A polygamy group causes trouble for Walt Longmire in A Serpent's Tooth, Craig Johnson’s ninth novel to feature the Wyoming sheriff, now the star of the A&E TV series Longmire.

Why do you emphasize the environment in your plots?

The environment is an important aspect of living in Wyoming, and like Studs Terkel once said, “Ain’t nothin’ ever happened nowhere.”

Are polygamy groups a problem in Wyoming?

We don’t have too much of a problem with polygamy groups in Wyoming, but they’re right across the borders in South Dakota, Utah, and Colorado, so I don’t think it’s much of a stretch.

Are “lost boys” like the teenager kicked out of his religious group in A Serpent’s Tooth common?

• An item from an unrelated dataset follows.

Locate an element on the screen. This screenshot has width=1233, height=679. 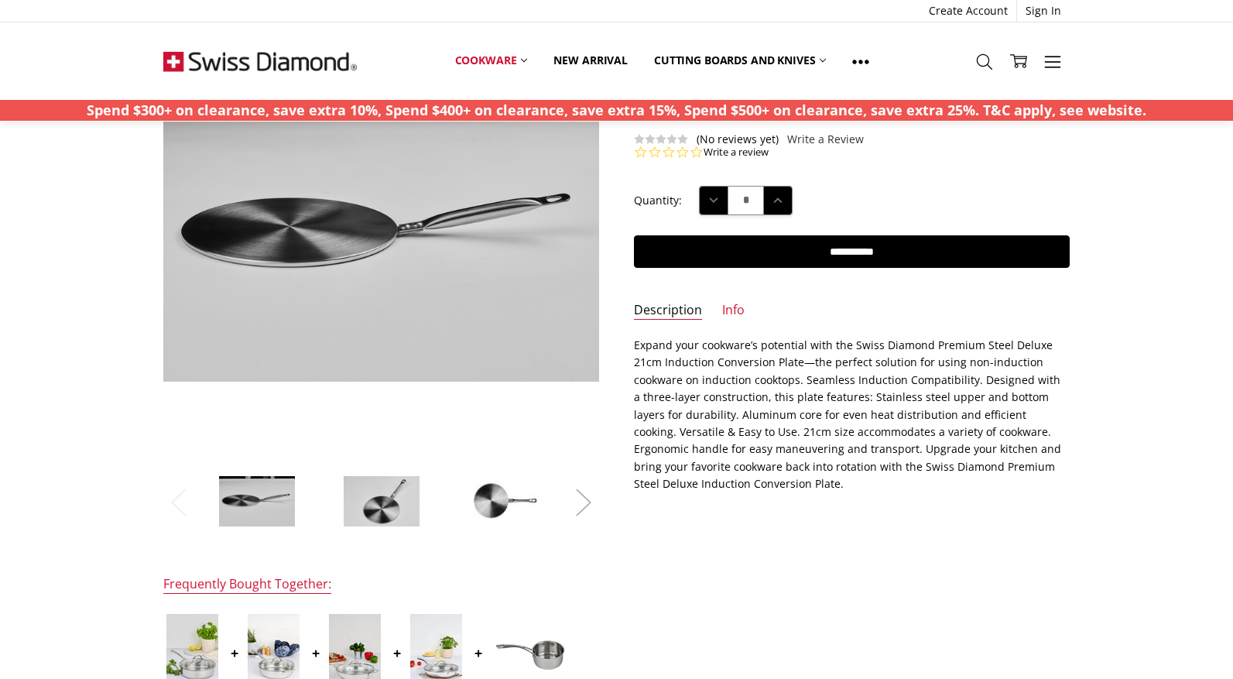
a: Write a Review is located at coordinates (825, 139).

They are in the states I’ve mentioned, and sometimes they find work in Wyoming. It’s heart-wrenching that these kids are turned loose on the world with little or no skills, just to allow the older men in these compounds more access to young women.

Will Walt ever be happy?

As far as Walt being happy, I tend to think of him as “over”—over age, overweight, overly depressed. But he still gets up and does the job, and to me that’s heroic.

Your debut, The Cold Dish, won France’s Le Prix du Polar Nouvel Observateur/BibliObs, and Death Without Company won France’s Le Prix 813. Why do you think your novels resonate with the French?

I think changing Walt Longmire’s name to Jerry Lewis might’ve had something to do with it... Just kidding. I think the French, from what they tell me, are responding to the complexity of the characters and the vastness of the landscape; also, they’re very knowledgeable about the Old West, but I think they’re curious about the contemporary West and they feel that with the Walt books, they’re getting the real deal.

What next?

A novella called The Spirit of Steamboat that’s due out in October. It was supposed to be a short story, but after four days it was already over 80 pages long, so Viking is putting it out in the fall as a hardcover novella. It’s about an epic Christmas Eve flight in a vintage B-25 that Walt takes in an attempt to save a young burn victim’s life.

Has the TV series had any impact on how you shape your plots or characters?

Not really. The television show is marvelous, and I think they’re doing a great job, but I was writing these novels seven years before they ever got hold of them. I assemble the characters more from family, friends, and neighbors—I’m a kind of Dr. Frankenstein, actually—and that tends to have more of an effect.